Unlike No Time To Die, Tom Hanks' Finch has confirmed changes were made purely due to COVID-19. Miguel Sapochnik (director) told THR that Finch's ending was adjusted to avoid hopelessness - especially with Finch falling ill in the movie and Hanks contracting COVID in real life. Meanwhile, Tom Holland revealed Spider-Man: No Way Home was originally on track for a very different story before COVID forced the threequel to film before Doctor Strange in the Multiverse of Madness. On TV, Falcon & The Winter Soldier was rumored to have dropped a pandemic subplot, but those reports have been debunked by director, Kari Skogland.

Related: No Time To Die: Safin's Villain Plan Explained

The effect of COVID-19 on movie plots isn't just felt in abandoned plot points, but also in how production limitations come across onscreen. Though more obvious on TV (The Walking Dead's zombies are really good at social distancing!), Spider-Man: No Way Home feels edited to disguise any pandemic restrictions that might've been in place. Sadly, that's something movie fans might need to get used to.
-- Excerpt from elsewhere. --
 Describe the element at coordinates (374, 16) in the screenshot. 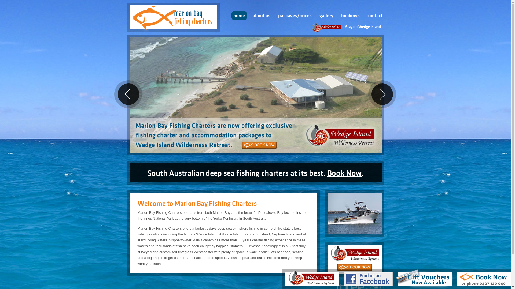

I see `contact` at that location.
The Completely Unnecessary Prequel Went Big In 2021

Cruella posing for photographers in Cruella

Unnecessary movie prequels certainly aren't exclusive to 2021, but this past year really went into overdrive with the superfluous origin stories. May brought Cruella, starring Emma Stone as 101 Dalmatians' iconic villain, but while reviews weren't completely damning, few could figure out why the character necessitated a dark origin that fails to line up with Disney's animated classic. September's The Many Saints of Newark represented the long-awaited return of the Sopranos franchise, but swiftly made fans rue their eager anticipation. The story of Tony's younger years met lukewarm reviews and, once again, was deemed a wholly unnecessary origin tale.

Army of Thieves came to Netflix in October, and despite making a good fist as a standalone action/heist caper, had as much to do with Zack Snyder's Army of the Dead as Downton Abbey. Then The King's Man capped off a dire year for prequels, as early reviews are crowning the WWI spinoff the worst Kingsman has to offer.
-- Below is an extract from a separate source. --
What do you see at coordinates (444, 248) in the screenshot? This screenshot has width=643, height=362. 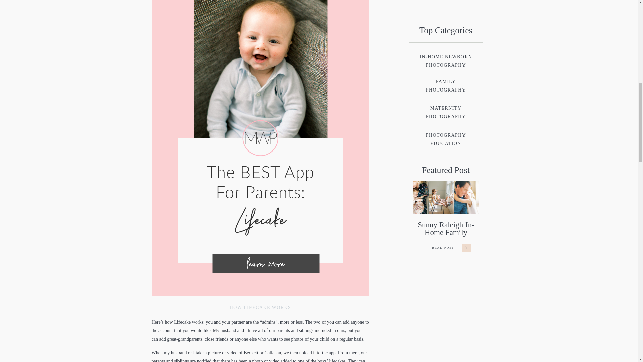 I see `READ POST` at bounding box center [444, 248].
With the release of Cruella and early images surfacing from the aforementioned Timothée Chalamet Wonka effort, there's also a weird emerging trend whereby beloved children's characters get intense Joker-esque origin stories just because they're slightly kooky. Hopefully that's a pattern we leave in 2021.
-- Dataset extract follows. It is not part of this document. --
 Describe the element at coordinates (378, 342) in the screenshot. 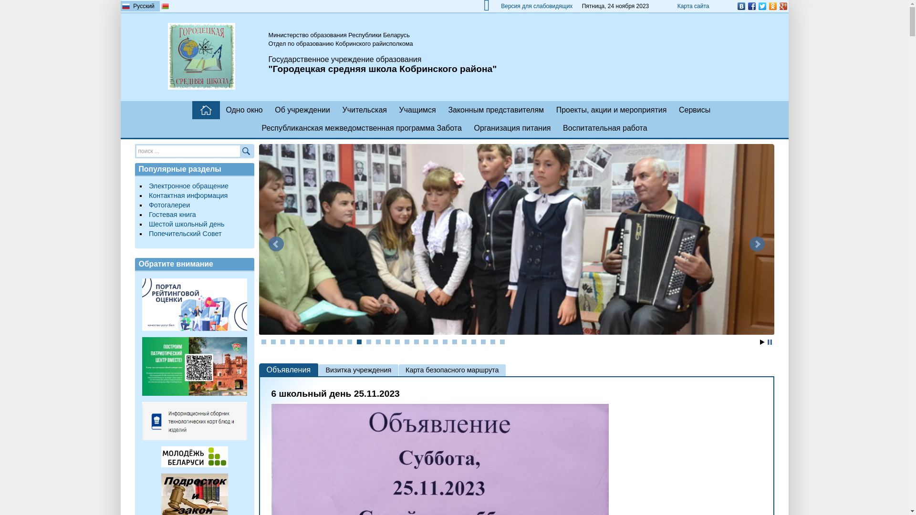

I see `13` at that location.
Related: Cruella's Biggest Retcons Hurt 101 Dalmatians

Obtuse Star Wars References In Other Properties

What if the watcher star wars easter egg mustafar

Star Wars remains among the biggest influences upon young and aspiring filmmakers, so it's hardly surprising when references to a galaxy far, far away crop up slightly closer to home. Nevertheless, 2021 marked the year Disney really began taking advantage of having Lucasfilm under its own umbrella, sprinkling blatant, back-patting Star Wars references into a host of totally unrelated projects. The MCU's Eternals included a pair of major Star Wars nods - Phastos' son's coloring book, and, in a true sign of Mickey Mouse flexing his multi-franchise muscles, The Empire Strikes Back playing on Kingo's jet. Though the full film hasn't yet premiered, Lightyear's trailer is more or less an animated Star Wars short, featuring a Dagobah-like planet and Lucas-like droids, while over on Disney+, What If...? came packed with Star Wars Easter eggs, from background X-Wing fighters to The Watcher and Ultron doing battle on Mustafar. Finally, Free Guy gets in on the act, when Ryan Reynolds draws a blue lightsaber to the sound of John Williams' famous score.

We've seen Star Wars referenced before, certainly, but film footage, musical cues and actual in-universe locations is something else entirely. Whereas filmmakers once paid tribute to George Lucas through subtle, blink-and-you'll-miss-'em Easter eggs, 2021 marked a shift toward the more overt and obtuse.